The case against First Choice began in 2000 when the Securities and Exchange Commission charged the company and others with fraud in violation of federal securities law. A receiver was appointed to distribute the defendants’ assets to the victims of the $31 million fraud. The receiver found that some assets have been used to acquire oil and gas leases in Texas and Oklahoma.
At issue in the instant case is the sale of a lease in Osage, Oklahoma, in which CRM Energy Partners argues it has an ownership interest. The District Court denied CRM’s motion to intervene and approved the sale in May 2014 of the leases to Wilson Operation Co., an oil company in Tulsa.

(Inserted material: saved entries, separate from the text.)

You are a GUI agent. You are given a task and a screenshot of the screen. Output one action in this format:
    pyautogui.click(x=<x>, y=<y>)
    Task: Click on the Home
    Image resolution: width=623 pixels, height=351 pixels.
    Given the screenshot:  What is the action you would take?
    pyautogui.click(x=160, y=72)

CRM moved to intervene in the receivership proceeding in December 2013; the District Court denied it as untimely.
“CRM had known as early as January 2004, almost ten years before it filed its motion, that the receiver was claiming to own (as agent of the defrauded investors) the very leases that CRM claimed to own,” Judge Richard Posner wrote. “Instead it waited for a decade minus two months – waited indeed until the protracted and expensive receivership was finally moving toward an end and the receiver’s assets were dwindling.”
“CRM’s dawdling … imposed costs on the receiver and on Wilson and made added work for the district court.”
The case is Securities and Exchange Commission v. First Choice Management Services Inc., et al; CRM Energy Partners and John W. Hannah v. Joseph D. Bradley, Receiver, 14-1270, 14-2284.